## Work item
Exactly the lines from the one with "has height=1012, width=1798." through the end of the records below are needed, minus any pictures.

▬▬▬▬▬▬▬▬▬▬

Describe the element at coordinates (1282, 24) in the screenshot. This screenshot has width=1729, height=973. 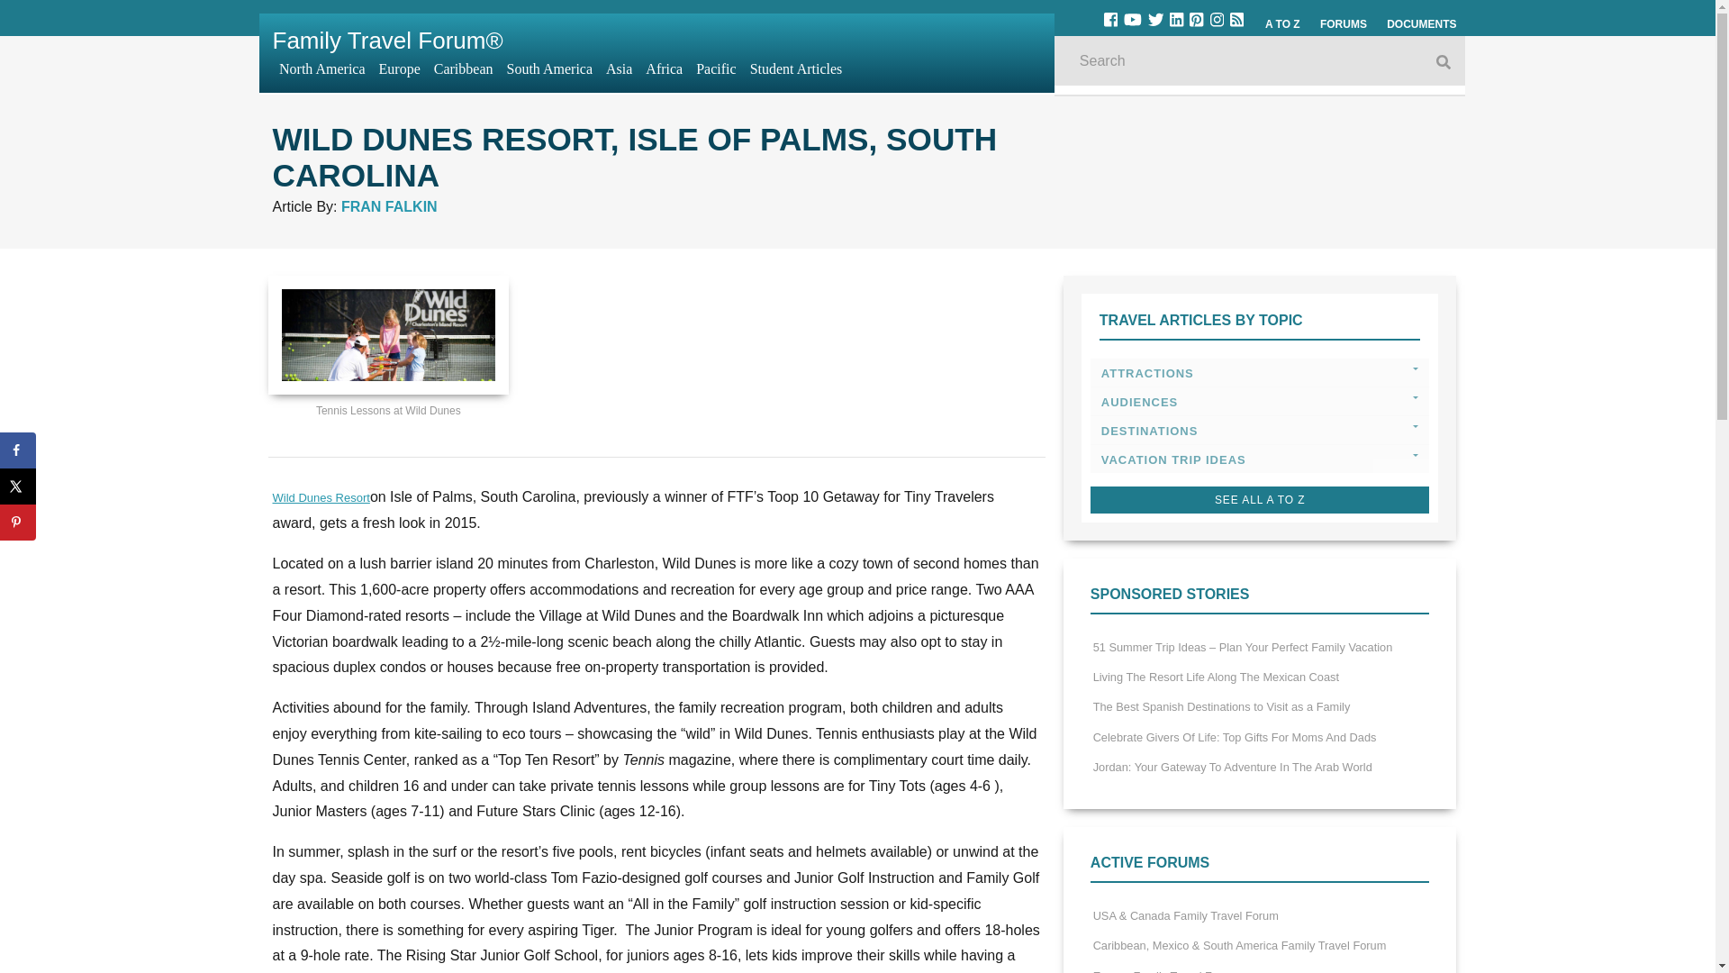
I see `A to Z Links` at that location.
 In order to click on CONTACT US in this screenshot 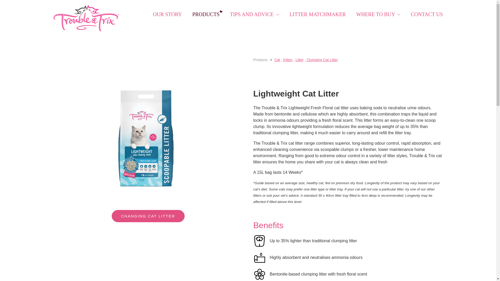, I will do `click(426, 14)`.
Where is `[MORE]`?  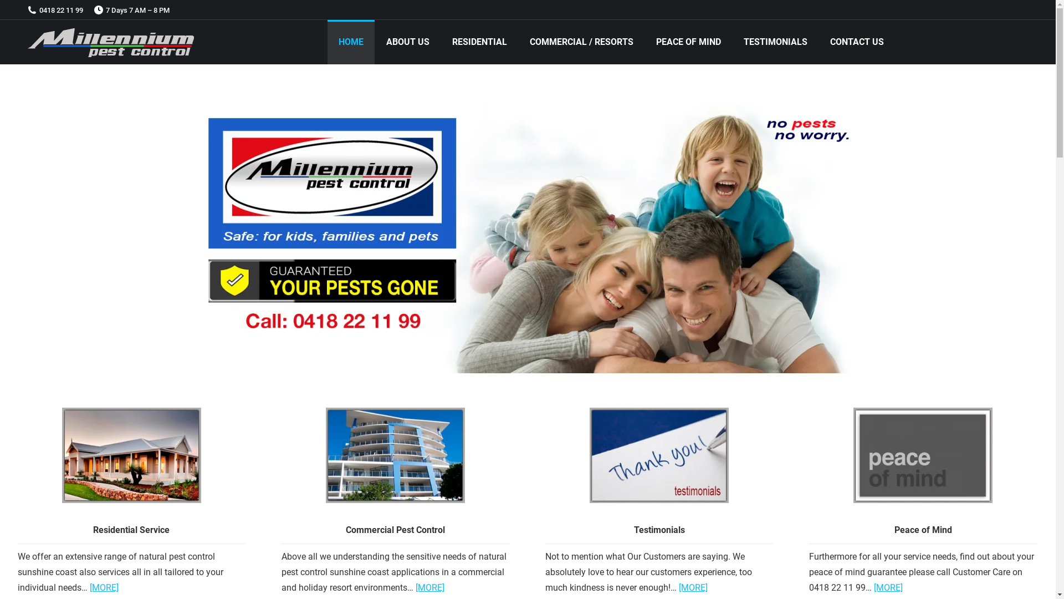
[MORE] is located at coordinates (430, 588).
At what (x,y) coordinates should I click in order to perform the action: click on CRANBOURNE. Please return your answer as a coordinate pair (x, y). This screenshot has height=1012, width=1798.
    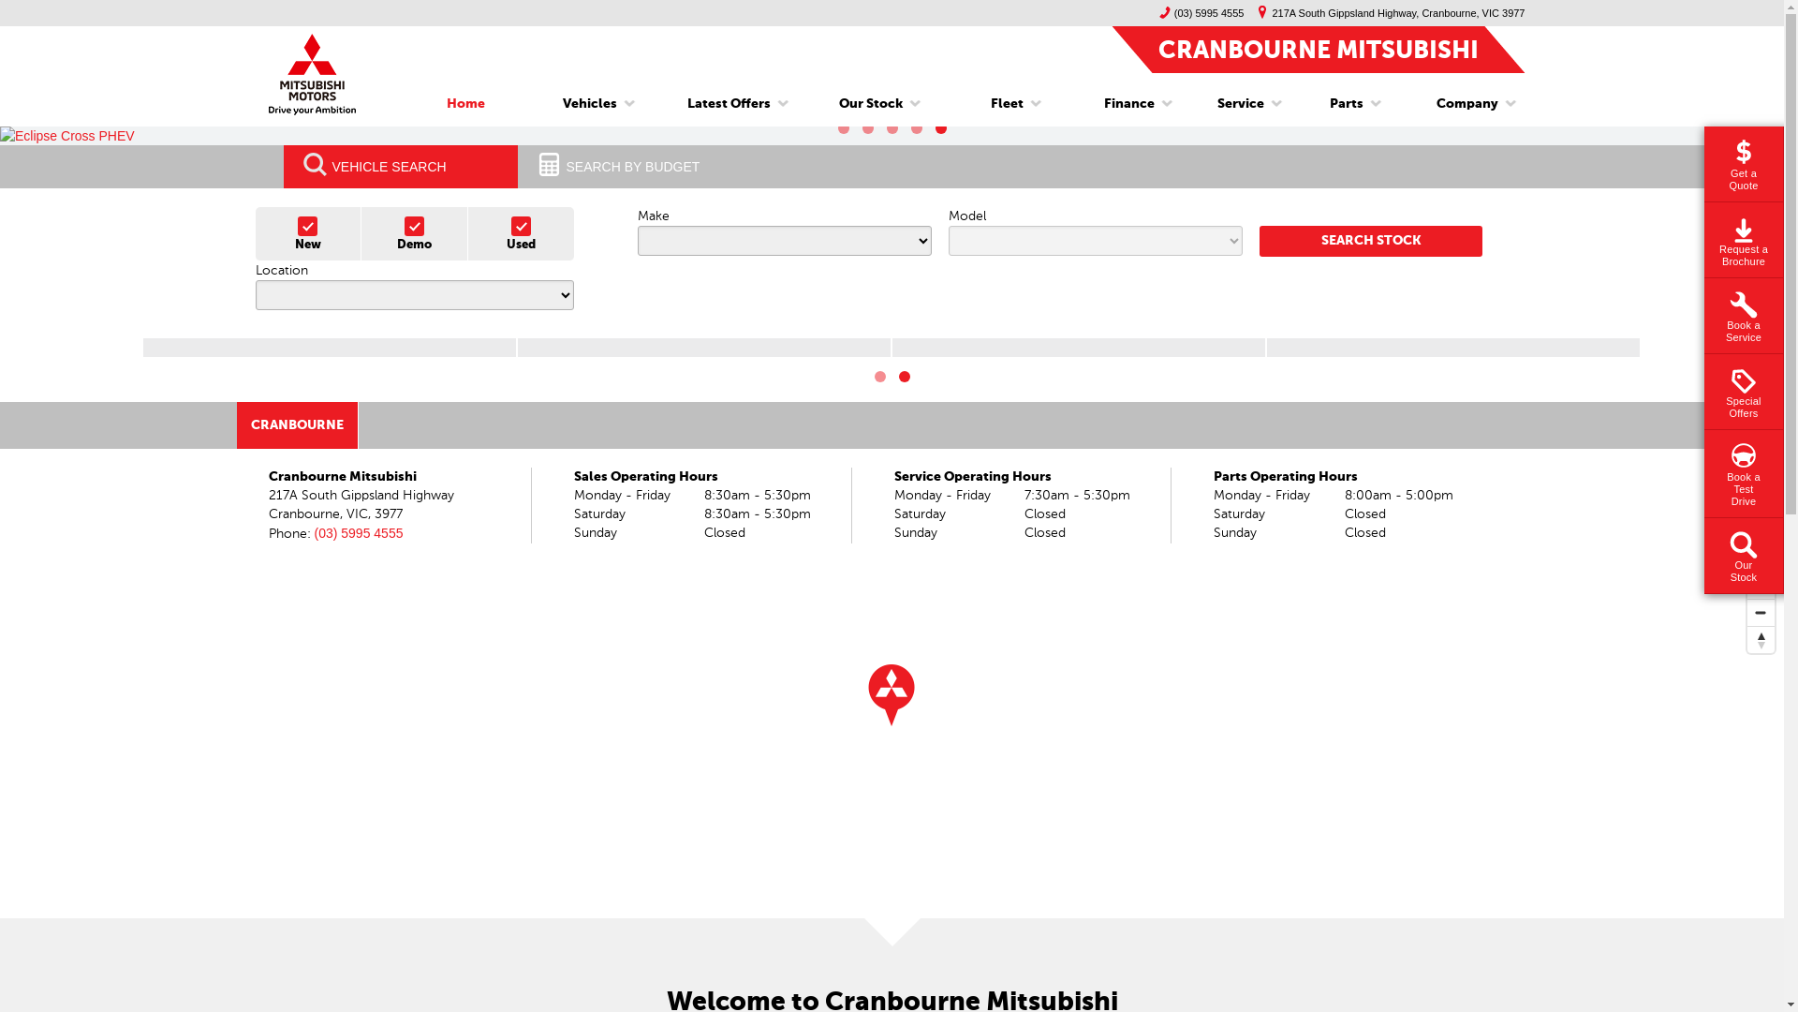
    Looking at the image, I should click on (296, 425).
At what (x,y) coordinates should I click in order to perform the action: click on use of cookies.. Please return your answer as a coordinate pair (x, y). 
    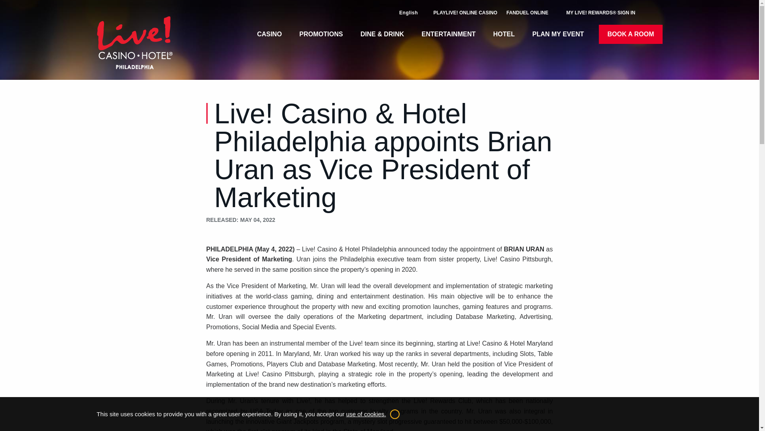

▬▬▬▬▬▬▬▬▬▬

## The completed task
At what (x,y) coordinates should I click in order to perform the action: click on CRANBOURNE. Please return your answer as a coordinate pair (x, y). This screenshot has height=1012, width=1798.
    Looking at the image, I should click on (296, 425).
At what (x,y) coordinates should I click in order to perform the action: click on use of cookies.. Please return your answer as a coordinate pair (x, y). 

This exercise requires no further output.